Physically, you’ll spend long stretches on your feet. Surgeries can last anywhere from 30 minutes to several hours, and you’re standing or moving the entire time. The work requires focus under pressure, comfort with blood and tissue, and the ability to stay calm when plans change mid-procedure.

Shifts and On-Call Expectations

OR schedules vary significantly by hospital size and surgical volume, but most facilities offer a mix of shift lengths: five 8-hour shifts, four 10-hour shifts, or three 12-hour shifts per week. Start times are early, often 6:30 or 6:45 a.m., with staggered shifts tapering off through the evening as scheduled cases finish and only urgent or emergent surgeries remain.

On-call shifts are a reality of perioperative nursing that catches some new nurses off guard. Most OR departments rotate call among teams, and you can expect at least one call shift per week on average. Call structures differ widely. At a large hospital with 12 ORs running around the clock, call might be divided among groups of six to eight nurses covering weeknights and weekends in rotation. At a smaller rural hospital with three ORs, call might rotate more frequently but with fewer actual callbacks. Cardiovascular OR teams often carry their own separate, heavier call burden because heart surgeries can’t wait, sometimes requiring 24/7 weekend coverage.

When you’re on call, you need to be reachable and able to arrive at the hospital within a set window, usually 30 minutes. You’re compensated for being on call, plus additional pay when you’re actually called in.

Earn Your CNOR Certification

The Certified Perioperative Nurse (CNOR) credential, administered by the Competency and Credentialing Institute, is the gold standard certification in this specialty. It’s not required to work in the OR, but it signals expertise and can improve your earning potential and advancement opportunities.

To sit for the CNOR exam, you need a minimum of two years and 2,400 hours of perioperative nursing experience, with at least 1,200 of those hours in the intraoperative setting. If you already hold certain related credentials like a Certified Surgical Technologist (CST) certification or military equivalent, the experience requirement drops slightly to 18 months, though you still need the full 2,400 hours.

Salary and Career Growth

The Bureau of Labor Statistics reports a median annual salary of $81,220 for registered nurses nationally. Perioperative nurses often earn above that median because of the specialized skills required, the high-stakes environment, and the on-call compensation that adds to base pay. Location, facility type, and years of experience all affect your actual number. Nurses working in major metro areas or at large academic medical centers tend to earn the most.

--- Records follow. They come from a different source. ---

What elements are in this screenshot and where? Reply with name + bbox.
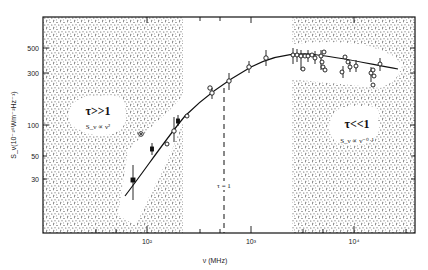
thick-region-title: τ>>1: [85, 104, 110, 118]
spectrum-figure: 500 300 100 50 30 10² 10³ 10⁴ ν (MHz) S_…: [0, 0, 428, 270]
x-tick-100: 10²: [142, 238, 153, 245]
x-tick-1000: 10³: [246, 238, 257, 245]
tau-one-label: τ = 1: [217, 182, 231, 190]
x-tick-10000: 10⁴: [349, 238, 360, 245]
y-tick-300: 300: [27, 70, 39, 77]
y-tick-30: 30: [31, 176, 39, 183]
y-tick-50: 50: [31, 153, 39, 160]
thin-region-title: τ<<1: [344, 117, 369, 131]
thick-region-law: S_ν ∝ ν²: [86, 123, 110, 131]
y-axis-label: S_ν(10⁻²⁶Wm⁻²Hz⁻¹): [10, 91, 18, 158]
x-axis-label: ν (MHz): [203, 257, 228, 265]
y-tick-100: 100: [27, 122, 39, 129]
thin-region-law: S_ν ∝ ν⁻⁰·¹: [340, 137, 374, 145]
y-tick-500: 500: [27, 45, 39, 52]
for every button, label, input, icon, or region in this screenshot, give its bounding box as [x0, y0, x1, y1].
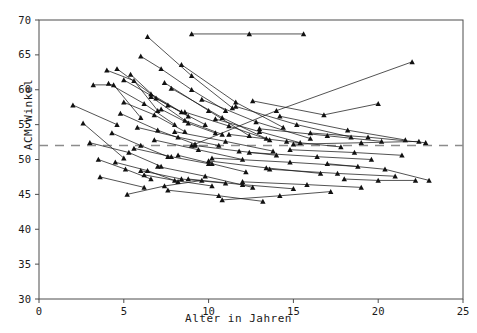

Career advancement can take several directions. Some perioperative nurses move into charge nurse or nurse manager roles overseeing an entire surgical department. Others pursue the RNFA pathway to work directly alongside surgeons. Education is another option: experienced OR nurses become perioperative educators who train the next generation through residency programs and Periop 101 cohorts. With a graduate degree, you could move into nurse practitioner roles in surgical specialties or healthcare administration.